The new U.S.–Iran memorandum of understanding was supposed to pause fighting and open a window for talks. Instead it has set off a diplomatic row over whether Israel was cut out of the deal and sparked fresh fighting along the Lebanon border. The result: a fragile truce that could snap if Washington and Tehran do not clear up who is covered and who can act in self‑defense.

What the MOU says — and what’s missing

The U.S. read the MOU to journalists and called it a roughly 60‑day window for technical talks. Vice President JD Vance said the Switzerland meetings “set a good foundation” for a final deal. That sounds tidy until you look for the fine print. The document aims to pause hostilities and help reopen the Strait of Hormuz, but it does not clearly settle whether Lebanon and Hezbollah are included in the ceasefire terms. When a diplomatic text leaves a big question like that unanswered, it isn’t diplomacy — it’s wishful thinking.

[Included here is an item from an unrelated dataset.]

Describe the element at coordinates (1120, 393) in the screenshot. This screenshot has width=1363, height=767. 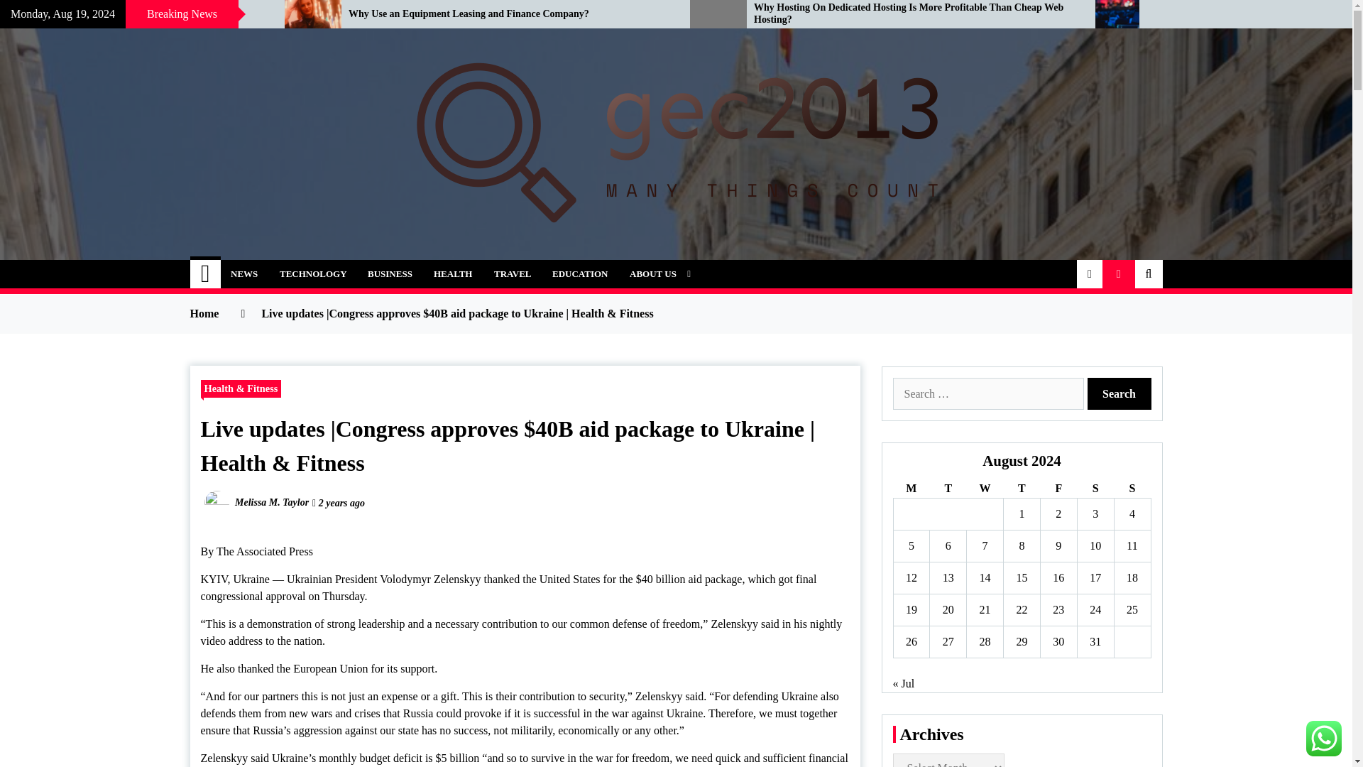
I see `Search` at that location.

Israel says it was left out — and the fighting shows why that matters

Prime Minister Benjamin Netanyahu and Israeli military leaders say Israel was not a party to the talks and that the agreement does not bind Israeli operations in southern Lebanon. The Israeli Defense Forces say Hezbollah fired more than 50 projectiles at IDF positions after the MOU was rolled out. Hezbollah and Tehran counter that Israeli troop presence and strikes in Lebanon violate the spirit of the agreement. Translation: one side says the deal covers the front lines; the other says it does not. That disagreement is already producing explosions on the ground.

Why this matters for U.S. credibility and regional stability

If the United States negotiates terms that affect Israel but does so without Israel at the table, it weakens its leverage and credibility. Allies ask to be consulted for a reason. Markets noticed too — oil prices moved when the talks were announced because the deal touches the Strait of Hormuz. Iran’s Supreme Leader Mojtaba Khamenei and Hezbollah’s Naim Qassem have signaled they expect Lebanon to be part of any wider pause. If Washington wants a durable ceasefire, it must answer a simple question: who gets to live under the rules and who does not?

What to watch next

Pay attention to the Swiss follow‑up talks and to any U.S. clarifications about Israel’s security guarantees. Watch IDF and Hezbollah channels for new claims of strikes or violations. Also watch whether Washington spells out verification measures, and who will verify them. If the MOU remains vague on Lebanon, expect more scuffles and more reasons for Israel to defend its troops. If the U.S. wants peace, it should stop writing gray-area agreements and start writing clear ones — preferably with the partners who face the bullets.